Taking a “Blight” Out of Taxpayers

Posted by on Jul 29 2011 | Corporate Welfare, Economics, Government Largess, Politics, PPC

Boy is the corporate welfare machine rolling in Aurora these days. Gaylord Entertainment is benefiting from a massive amount of subsidies and tax breaks from the city of Aurora for the honor of locating their hotel and conference center there. If Gaylord were not granted the $300 million in generous “support,” the theory goes, they would not have located their project in Aurora. Of course whether they put roots down in Aurora or somewhere else is besides the point. What matters is the massive wealth transfer from taxpayers in Aurora to a private corporation.

One way for a city to oil up their corporate welfare machine is to “blight” some land, which allows local governments, schools and special districts to “rebate to developers what they pay in property taxes for 25 years.” The word “blight” is to developers as the word “candy” is to children. Except that children have to work a little sometimes to get their candy. However, blighting some land only requires some fancy English language tricks and a stroke of the corporate welfare pen. Here’s what Sen. Morgan Carroll had to say in the Denver Post about this scheme,

It does not pass the straight-face test for the blighted designation… It’s a financing game to get public subsidies for a project that might be wonderful if it were privately financed.

Sen. Carroll hits it out of the park with, “if it were privately financed.” You know, I remember a time when companies would raise money the old-fashioned way – through bank loans. And, now I know I’m showing my age with this one, through private investors. Crazy right? Corporations used to raise capital through means that do not take taxpayers hostage. Not anymore. Now when a project isn’t profitable enough to catch the attention of folks who want to make investments with their own money (to earn a little profit), corporations go to city councils and pitch unprofitable ideas to be financed off the backs of the residents. If banks say no, governments say yes.

Beware of the terms, “incentives,” “grants,” “urban-renewal,” “blight,” “public-private partnership,” and “public investment.” They are all euphemisms for the taxpayer funded corporate welfare gravy train.

Here’s what senior fellow Randal O’Toole has to say about this Gaylord project in the Denver Post earlier this month: Taxpayers Should Reject TIF.

1 comment for now

One Response to “Taking a “Blight” Out of Taxpayers”

  1. Shiver me timbers, them’s some great inorfmtaion.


▶ _Instructions for the task_: Determine how many lines below hold the string "plesiadapiforms". Reply with the number alone.

Dataset listings of figures:

○ ○ ○ ○ ○ ○ ○

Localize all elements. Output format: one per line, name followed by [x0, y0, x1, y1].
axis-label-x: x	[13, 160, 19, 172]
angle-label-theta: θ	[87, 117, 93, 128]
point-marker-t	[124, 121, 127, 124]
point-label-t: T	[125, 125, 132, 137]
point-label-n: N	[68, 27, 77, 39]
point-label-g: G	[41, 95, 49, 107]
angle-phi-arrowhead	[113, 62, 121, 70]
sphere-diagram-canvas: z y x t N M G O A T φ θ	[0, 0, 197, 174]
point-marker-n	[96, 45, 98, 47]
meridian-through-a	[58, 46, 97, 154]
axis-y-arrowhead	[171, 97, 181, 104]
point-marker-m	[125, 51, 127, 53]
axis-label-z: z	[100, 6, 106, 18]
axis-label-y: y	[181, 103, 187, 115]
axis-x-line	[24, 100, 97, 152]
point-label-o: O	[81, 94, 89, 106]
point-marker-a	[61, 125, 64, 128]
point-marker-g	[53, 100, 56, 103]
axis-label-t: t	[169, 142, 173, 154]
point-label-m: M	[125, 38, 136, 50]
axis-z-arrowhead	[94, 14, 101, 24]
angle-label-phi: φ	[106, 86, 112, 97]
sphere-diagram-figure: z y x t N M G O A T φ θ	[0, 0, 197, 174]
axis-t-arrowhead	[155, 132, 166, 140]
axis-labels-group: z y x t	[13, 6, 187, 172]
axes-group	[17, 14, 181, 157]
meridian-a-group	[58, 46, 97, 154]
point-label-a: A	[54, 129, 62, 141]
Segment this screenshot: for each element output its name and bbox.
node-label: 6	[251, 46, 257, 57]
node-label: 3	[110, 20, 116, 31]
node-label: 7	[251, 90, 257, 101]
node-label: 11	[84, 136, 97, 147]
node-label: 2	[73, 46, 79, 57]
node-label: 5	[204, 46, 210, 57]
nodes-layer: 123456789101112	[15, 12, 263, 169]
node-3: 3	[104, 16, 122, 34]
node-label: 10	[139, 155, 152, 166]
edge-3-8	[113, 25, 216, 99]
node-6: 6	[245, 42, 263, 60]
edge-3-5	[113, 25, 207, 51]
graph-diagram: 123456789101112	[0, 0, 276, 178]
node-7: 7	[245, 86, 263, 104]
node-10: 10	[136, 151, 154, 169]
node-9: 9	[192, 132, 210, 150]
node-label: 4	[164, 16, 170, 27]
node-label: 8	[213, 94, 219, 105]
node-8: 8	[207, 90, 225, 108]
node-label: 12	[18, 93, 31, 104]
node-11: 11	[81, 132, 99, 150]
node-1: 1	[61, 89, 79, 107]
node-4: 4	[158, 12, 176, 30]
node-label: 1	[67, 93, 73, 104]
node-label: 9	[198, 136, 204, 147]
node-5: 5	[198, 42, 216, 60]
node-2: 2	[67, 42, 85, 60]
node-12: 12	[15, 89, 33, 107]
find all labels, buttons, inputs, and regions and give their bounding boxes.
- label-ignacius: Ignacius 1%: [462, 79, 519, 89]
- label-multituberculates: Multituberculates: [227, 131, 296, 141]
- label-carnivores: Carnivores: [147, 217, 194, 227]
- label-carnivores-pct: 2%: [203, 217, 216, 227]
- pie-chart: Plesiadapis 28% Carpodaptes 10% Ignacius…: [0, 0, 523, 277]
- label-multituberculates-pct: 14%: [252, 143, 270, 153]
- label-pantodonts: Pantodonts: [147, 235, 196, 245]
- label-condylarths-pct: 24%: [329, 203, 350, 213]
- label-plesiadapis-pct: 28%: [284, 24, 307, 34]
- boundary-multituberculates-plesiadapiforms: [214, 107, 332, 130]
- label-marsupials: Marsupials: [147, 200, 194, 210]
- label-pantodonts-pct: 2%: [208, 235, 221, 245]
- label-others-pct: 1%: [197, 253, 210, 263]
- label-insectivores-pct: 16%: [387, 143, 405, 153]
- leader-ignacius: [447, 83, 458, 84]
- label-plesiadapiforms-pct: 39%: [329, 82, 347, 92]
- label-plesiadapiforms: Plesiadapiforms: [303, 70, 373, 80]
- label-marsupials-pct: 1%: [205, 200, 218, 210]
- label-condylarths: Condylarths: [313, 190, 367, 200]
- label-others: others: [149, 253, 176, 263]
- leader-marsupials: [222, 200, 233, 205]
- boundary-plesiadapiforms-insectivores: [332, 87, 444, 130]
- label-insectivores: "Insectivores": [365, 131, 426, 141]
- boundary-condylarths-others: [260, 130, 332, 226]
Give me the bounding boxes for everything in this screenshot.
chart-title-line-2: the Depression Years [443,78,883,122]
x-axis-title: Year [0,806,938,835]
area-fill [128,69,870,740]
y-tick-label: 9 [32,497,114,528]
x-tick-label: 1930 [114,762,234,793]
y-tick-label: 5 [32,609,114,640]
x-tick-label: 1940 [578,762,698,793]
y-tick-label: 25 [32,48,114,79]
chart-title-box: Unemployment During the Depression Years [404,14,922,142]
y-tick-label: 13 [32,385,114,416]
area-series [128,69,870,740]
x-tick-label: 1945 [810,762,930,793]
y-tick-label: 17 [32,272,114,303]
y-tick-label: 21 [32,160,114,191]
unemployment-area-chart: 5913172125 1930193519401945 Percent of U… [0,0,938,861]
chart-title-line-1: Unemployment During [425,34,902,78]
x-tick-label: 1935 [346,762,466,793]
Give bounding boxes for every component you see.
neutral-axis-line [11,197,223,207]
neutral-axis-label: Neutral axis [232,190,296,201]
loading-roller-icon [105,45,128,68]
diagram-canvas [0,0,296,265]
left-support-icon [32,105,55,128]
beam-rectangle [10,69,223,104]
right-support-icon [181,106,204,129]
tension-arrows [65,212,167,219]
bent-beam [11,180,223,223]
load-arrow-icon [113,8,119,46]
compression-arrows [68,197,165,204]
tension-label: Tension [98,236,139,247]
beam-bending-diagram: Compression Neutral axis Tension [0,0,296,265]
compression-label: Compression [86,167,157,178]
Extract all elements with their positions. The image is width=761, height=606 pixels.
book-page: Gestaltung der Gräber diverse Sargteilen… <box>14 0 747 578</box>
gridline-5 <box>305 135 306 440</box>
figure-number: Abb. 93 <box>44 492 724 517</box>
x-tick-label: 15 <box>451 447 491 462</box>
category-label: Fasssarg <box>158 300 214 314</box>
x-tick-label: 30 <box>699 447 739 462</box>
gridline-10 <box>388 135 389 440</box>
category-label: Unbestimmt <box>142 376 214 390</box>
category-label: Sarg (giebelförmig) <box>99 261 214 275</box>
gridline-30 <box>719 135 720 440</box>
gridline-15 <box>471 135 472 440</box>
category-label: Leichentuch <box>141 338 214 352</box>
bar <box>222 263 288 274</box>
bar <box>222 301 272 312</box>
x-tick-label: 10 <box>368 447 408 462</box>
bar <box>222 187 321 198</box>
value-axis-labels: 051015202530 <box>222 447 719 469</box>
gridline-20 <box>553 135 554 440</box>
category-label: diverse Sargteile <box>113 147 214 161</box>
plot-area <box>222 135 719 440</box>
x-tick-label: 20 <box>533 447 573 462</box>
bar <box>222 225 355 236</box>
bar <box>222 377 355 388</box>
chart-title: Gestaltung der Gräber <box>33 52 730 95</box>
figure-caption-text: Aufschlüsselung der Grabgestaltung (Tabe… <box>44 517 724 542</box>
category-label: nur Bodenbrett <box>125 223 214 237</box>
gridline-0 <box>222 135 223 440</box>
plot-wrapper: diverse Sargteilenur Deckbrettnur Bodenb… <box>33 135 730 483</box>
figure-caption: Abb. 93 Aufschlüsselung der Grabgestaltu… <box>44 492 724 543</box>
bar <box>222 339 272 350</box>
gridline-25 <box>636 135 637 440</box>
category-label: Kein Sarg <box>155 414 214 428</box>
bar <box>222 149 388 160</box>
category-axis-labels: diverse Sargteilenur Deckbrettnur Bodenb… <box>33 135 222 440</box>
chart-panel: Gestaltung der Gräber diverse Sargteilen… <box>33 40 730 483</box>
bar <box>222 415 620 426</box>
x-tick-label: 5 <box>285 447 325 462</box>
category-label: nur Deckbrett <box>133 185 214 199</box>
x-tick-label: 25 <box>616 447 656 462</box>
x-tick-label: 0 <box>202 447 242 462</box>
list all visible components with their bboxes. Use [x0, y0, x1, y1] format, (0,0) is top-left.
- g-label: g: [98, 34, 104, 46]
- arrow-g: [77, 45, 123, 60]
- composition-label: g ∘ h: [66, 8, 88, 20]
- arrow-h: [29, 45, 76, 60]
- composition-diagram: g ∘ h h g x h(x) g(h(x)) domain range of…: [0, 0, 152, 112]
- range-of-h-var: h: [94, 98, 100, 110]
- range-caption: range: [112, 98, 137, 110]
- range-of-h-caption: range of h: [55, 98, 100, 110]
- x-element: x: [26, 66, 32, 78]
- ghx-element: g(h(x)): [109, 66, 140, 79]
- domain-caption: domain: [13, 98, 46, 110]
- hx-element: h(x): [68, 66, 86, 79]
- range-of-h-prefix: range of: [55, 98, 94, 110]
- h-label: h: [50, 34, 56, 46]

○ ○ ○ ○ ○ ○ ○

▶ _Task response_: 4